Siahpirani, A. F.; McCalla, S. G.; Pyne, S.; Dillingham, C. M.; Sridharan, R.; Roy, S.

Abstract

Reconstructing genome-scale gene regulatory networks (GRNs) remains a difficult problem in systems biology, and many experimental and computational methods have been developed to address this problem. Recent computational methods have aimed to more accurately model GRNs by estimating the hidden Transcription Factor Activity (TFA), from prior knowledge of TF target regulatory connections, encoded as an input directed graph, to relax the assumption that mRNA level of the regulator correlates with the protein activity of the regulator. However, the noise in the prior knowledge can adversely affect the estimated TFA levels and the quality of the downstream inferred GRNs.

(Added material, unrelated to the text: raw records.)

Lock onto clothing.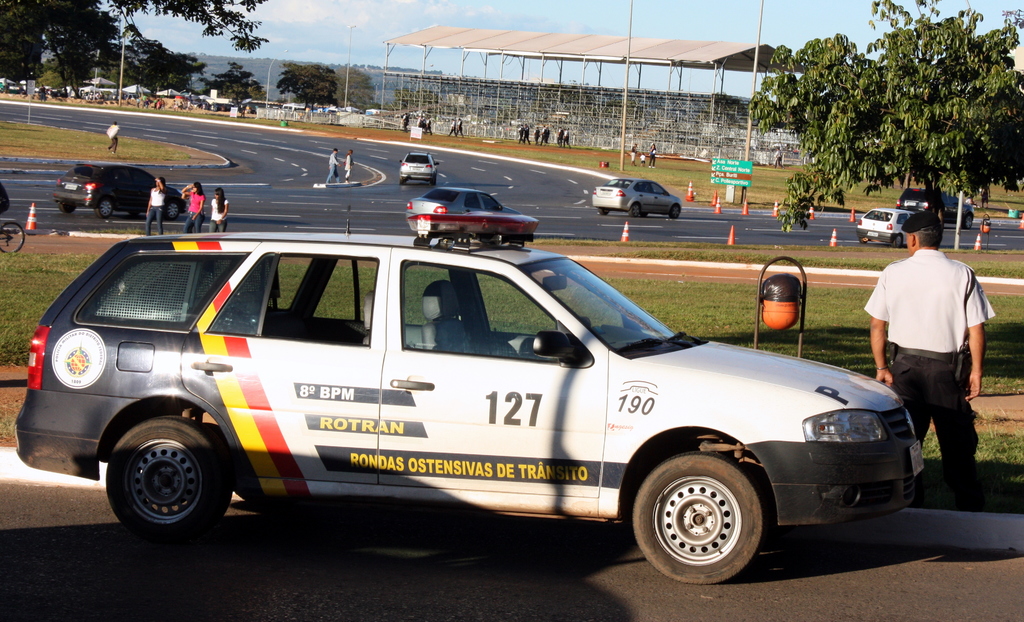
Locked: rect(326, 154, 340, 184).
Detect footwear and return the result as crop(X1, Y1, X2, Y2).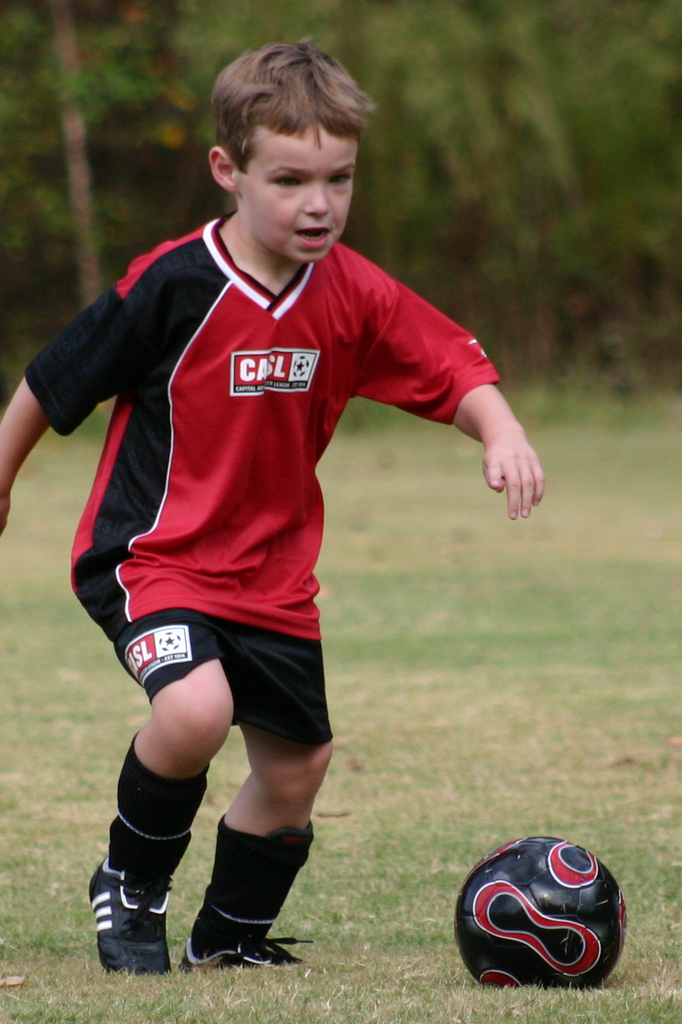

Here, we present a new approach, MERLIN+P+TFA, that uses prior knowledge-guided sparsity regularization to robustly and accurately estimate TFA and downstream GRNs. We apply our method to simulated and real expression data in yeast and mammalian systems and show improved quality of inferred GRNs for both bulk and single-cell datasets. Regularized TFA offers benefits to a variety of other GRN inference algorithms, including those that have traditionally be used with expression alone, in both bulk and scRNA-seq settings. We used the inferred GRN to prioritize key regulators for the mouse Embryonic Stem Cell (mESC) state and validate 58 regulators experimentally. We identify both known and novel regulators of the mESC state and further validate the targets of 4 known and novel regulators. Our validation experiments suggest that computationally inferred networks can capture functional targets of TFs with higher precision than estimated in current benchmarks, however, it is important to generate context-specific gold standards.